Like many modern men who surround themselves with nubile young girls when they are old men (like the aging owners of NBA basketball teams and the ancient proprietors of Men’s girlie magazines), Flynn liked underage girls and was subject to a charge of statutory rape in 1942, of which he was acquitted, but the trial was sensational and it hurt his image that had, by 1940, made him the 4th most popular actor while at Warner Bros.

Writers-directors Richard Glatzer (often a bridge opponent of mine a decade or so ago) and Wash Westmoreland are done in by monumental miscasting of Kevin Kline as the washed-up but flamboyant Flynn. No matter what anyone says about him and his character, he was a good athlete and a fine tennis player. The way Kline portrays him he has not an iota of athleticism or sex appeal. Had they hired someone who could recreate Peter O’Toole’s performance in My Favorite Year (1982) which was based on Flynn, this could have been a winner. O’Toole played him as an aging alcoholic, but he gave him the gusto one associates with Flynn. Kline portrays him as almost apathetic which robs the film of the fascination of My Favorite Year.

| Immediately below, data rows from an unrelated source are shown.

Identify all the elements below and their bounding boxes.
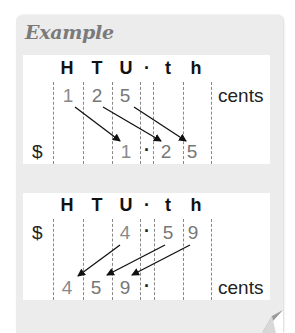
header-tens: T [92, 195, 103, 216]
digit: 9 [188, 222, 199, 244]
dollar-sign: $ [32, 222, 43, 244]
digit: 5 [91, 277, 102, 299]
example-title: Example [25, 21, 114, 43]
header-point: · [144, 195, 150, 216]
digit: 5 [120, 85, 131, 107]
header-tens: T [92, 58, 103, 79]
header-hundredths: h [191, 58, 202, 79]
digit: 1 [63, 85, 74, 107]
header-tenths: t [165, 58, 171, 79]
header-units: U [120, 195, 133, 216]
digit: 4 [62, 277, 73, 299]
digit: 2 [161, 141, 172, 163]
unit-cents: cents [218, 85, 263, 107]
header-hundreds: H [61, 58, 74, 79]
decimal-point: · [144, 276, 150, 297]
unit-cents: cents [218, 277, 263, 299]
digit: 1 [121, 141, 132, 163]
header-point: · [144, 58, 150, 79]
decimal-point: · [144, 221, 150, 242]
digit: 5 [163, 222, 174, 244]
digit: 5 [187, 141, 198, 163]
header-hundredths: h [191, 195, 202, 216]
header-hundreds: H [61, 195, 74, 216]
digit: 9 [120, 277, 131, 299]
digit: 2 [92, 85, 103, 107]
header-units: U [120, 58, 133, 79]
dollar-sign: $ [32, 141, 43, 163]
header-tenths: t [165, 195, 171, 216]
decimal-point: · [144, 140, 150, 161]
digit: 4 [120, 222, 131, 244]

The film presents a surprisingly sympathetic picture of Aadland, considering that she was a precocious  underage teenager having an adulterous affair with a married man three times her age. Even considering Hollywood morals it’s difficult to see why these filmmakers view her with such tenderness except that they did get to know her before her death and that might have interfered with their better judgment.

They also stack the books at the end of the movie by not mentioning that Flynn’s wife, Patrice Wymore, was present in the house in Vancouver when he died of a pulmonary embolism, even though Aadland was the one who found him. Wymore isn’t even a character in the movie.

The only performance that lived up to what was required was Susan Sarandon as Aadlon’s ambitious mother, Florence.